For decades, employers have rounded non-exempt employees’ work time when calculating their compensation.  Maybe they have rounded employee work time to the nearest 10 minutes, maybe to the nearest quarter hour, but they done it and, generally, the courts have approved of it.

But the question employers with time-rounding policies should ask themselves today is this:  Why are we still rounding our employees’ time?

If your answer to that question is Because we have always done it, or Because someone told us it is lawful, it might be time to rethink the issue.

(And if your answer is Because rounding time saves us money, then you definitely need to rethink the issue because under-compensating employees is not a legitimate reason to have such a policy.)

It may well be true that your company has always rounded employee work time.  But times have changed, and the reason you did so originally probably no longer exists.

For the most part, necessity was what drove many employers to begin rounding employees’ time decades ago.

Rounding time to the nearest 10- or 15-minute interval was considerably easier than having a bookkeeper punch numbers into a calculator or an adding machine to calculate an employee’s compensation if, for instance, he or she worked 8 hours and 3 minutes in a day -- then repeat that process over and over for each employee for each day or week.

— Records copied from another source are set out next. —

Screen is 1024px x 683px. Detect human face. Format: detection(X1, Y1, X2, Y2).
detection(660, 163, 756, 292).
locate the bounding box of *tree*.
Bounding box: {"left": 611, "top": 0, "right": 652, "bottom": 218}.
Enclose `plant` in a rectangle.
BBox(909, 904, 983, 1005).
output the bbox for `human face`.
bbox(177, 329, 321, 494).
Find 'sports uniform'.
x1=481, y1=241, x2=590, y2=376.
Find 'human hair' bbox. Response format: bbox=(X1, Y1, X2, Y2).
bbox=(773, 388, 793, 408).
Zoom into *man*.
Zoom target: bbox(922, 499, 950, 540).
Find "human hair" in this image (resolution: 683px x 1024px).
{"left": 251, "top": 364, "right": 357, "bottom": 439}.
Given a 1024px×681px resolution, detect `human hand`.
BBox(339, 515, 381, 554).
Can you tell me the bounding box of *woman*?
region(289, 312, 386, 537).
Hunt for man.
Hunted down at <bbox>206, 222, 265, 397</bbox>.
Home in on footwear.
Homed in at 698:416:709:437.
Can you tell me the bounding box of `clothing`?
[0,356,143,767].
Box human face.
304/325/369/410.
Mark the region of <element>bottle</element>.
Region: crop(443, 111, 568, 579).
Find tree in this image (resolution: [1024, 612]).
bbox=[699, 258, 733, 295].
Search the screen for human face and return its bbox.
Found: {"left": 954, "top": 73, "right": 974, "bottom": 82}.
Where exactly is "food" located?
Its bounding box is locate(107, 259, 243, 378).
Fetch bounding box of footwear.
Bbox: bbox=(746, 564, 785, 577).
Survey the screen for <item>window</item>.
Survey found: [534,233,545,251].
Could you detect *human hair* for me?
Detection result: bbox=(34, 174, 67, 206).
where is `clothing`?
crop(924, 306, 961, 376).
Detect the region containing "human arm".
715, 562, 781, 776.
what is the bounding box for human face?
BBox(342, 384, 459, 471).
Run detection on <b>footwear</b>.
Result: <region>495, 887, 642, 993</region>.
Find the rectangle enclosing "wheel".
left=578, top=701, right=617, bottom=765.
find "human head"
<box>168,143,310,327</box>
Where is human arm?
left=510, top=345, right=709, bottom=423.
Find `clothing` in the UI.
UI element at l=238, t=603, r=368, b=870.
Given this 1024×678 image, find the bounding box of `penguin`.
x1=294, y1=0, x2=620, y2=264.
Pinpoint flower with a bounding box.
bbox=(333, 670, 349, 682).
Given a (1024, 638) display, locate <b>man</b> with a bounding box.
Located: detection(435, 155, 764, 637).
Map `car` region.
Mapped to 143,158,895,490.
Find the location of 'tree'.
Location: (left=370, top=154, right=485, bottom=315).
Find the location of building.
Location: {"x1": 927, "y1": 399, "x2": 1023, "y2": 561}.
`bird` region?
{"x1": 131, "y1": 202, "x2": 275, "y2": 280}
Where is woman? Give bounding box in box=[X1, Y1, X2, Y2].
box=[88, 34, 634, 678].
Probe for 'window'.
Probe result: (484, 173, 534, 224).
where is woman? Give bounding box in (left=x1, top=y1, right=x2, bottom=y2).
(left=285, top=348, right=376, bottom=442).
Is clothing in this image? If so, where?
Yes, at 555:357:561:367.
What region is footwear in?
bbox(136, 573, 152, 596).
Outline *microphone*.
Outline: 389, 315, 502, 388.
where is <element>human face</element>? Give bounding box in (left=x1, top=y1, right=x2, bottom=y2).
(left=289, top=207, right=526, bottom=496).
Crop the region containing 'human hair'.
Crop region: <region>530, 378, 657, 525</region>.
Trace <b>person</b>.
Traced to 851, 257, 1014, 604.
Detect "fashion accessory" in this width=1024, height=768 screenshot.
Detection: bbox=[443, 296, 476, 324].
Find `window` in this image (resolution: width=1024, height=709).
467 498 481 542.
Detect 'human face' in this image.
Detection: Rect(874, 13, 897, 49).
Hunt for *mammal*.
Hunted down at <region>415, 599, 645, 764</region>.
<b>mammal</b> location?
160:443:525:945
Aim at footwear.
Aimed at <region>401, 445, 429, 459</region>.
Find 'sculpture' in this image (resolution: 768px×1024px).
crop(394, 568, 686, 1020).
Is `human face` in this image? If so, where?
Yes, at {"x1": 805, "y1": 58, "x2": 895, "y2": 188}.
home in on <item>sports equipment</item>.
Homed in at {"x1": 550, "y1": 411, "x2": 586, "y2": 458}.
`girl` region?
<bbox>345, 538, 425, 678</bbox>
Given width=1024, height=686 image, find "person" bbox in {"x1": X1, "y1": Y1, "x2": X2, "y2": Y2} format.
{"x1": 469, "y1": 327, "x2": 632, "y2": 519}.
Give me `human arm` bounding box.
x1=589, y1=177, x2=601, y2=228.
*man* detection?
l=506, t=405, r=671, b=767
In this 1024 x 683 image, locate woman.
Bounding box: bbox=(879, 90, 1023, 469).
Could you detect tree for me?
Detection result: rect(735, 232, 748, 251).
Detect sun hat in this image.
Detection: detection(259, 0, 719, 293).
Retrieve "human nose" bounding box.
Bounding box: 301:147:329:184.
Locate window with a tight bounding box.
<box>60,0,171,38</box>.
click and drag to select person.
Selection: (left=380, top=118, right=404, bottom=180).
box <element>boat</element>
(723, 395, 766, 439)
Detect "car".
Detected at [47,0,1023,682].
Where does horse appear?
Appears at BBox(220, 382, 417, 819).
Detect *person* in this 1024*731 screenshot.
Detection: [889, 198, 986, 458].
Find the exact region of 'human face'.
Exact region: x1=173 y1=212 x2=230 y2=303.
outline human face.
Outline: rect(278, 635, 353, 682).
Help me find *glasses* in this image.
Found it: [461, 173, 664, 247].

If an employee worked 8 hours and 3 minutes, or 7 hours and 57 minutes, the bookkeeper would just round the time to an even 8 hours, calculate the employee’s wages swiftly, and everyone (presumably) would be happy.

Sometimes that time-rounding would benefit the employer (which gained 3 minutes when it rounded time down from 8 hours and 3 minutes, say, to 8 hours), and sometimes it would benefit the employees (who would gain three minutes if time was rounded up from 7 hours and 57 minutes to 8 hours), but it would all “come out in the wash,” the thinking went.  Over time, the time rounded down and the time rounded up would all balance out.

And, not unimportantly, the courts have regularly approved such even-handed time-rounding policies.

But, of course, the days of bookkeepers using calculators or adding machines to calculate employees’ compensation are largely long gone.  It would not take most employers considerable time to calculate to the penny what an employee was owed if he or she worked 8 hours and 3 minutes, or 7 hours and 57 minutes.  No, for most employers, that’s something that can now be computed in split seconds without a bookkeeper manually punching numbers into a machine.  Or it’s something that’s outsourced to a payroll processing vendor.

The use of computerized time and payroll systems has made the process of calculating employee compensation infinitely easier than it once was.  Generally speaking, it is easy to compute and pay each non-exempt employee to the minute, if that is what the employer wants to do.

Not incidentally, those same computerized time and payroll systems make it easier to determine if an employer’s time-rounding policy in fact results in everything “coming out in the wash.”  That is, while it might take some time and effort to run the numbers, an employer’s electronic records can be reviewed to determine if its time-rounding policies in fact result in a “wash” -- or if they benefit the employer or the employees over some period of time.

If the policy benefits the employer, that can be problematic.  Very problematic.  In California, for instance, the courts continue to acknowledge that time-rounding policies can be lawful.  But those same courts have held that not only must the time-rounding policies be neutral on their face – rounding time both up and down in an even-handed manner -- but they must also be neutral in practice.  In other words, if an employer’s time-rounding policy results in employees being shortchanged with some amount of statistically significant frequency, the employer can be on the hook for underpaying its employees.  And, of course, for penalties and attorney’s fees.

Not surprisingly, the issue of whether an employer’s time-rounding policy results in systematic underpayment to employees comes up often in the context of wage-hour class actions, where it is not unusual for a single plaintiff to seek to represent all of an employer’s employees on a claim that they have been underpaid.

Given the desire to avoid a class action and the ease with which time and compensation can be computed without time-rounding, it would be wise for employers to consider whether they wish to continue to employ time-rounding.

If you don’t have a good answer to explain why you are using a time-rounding policy, it might be time to dispose of it and to pay your employees to the minute.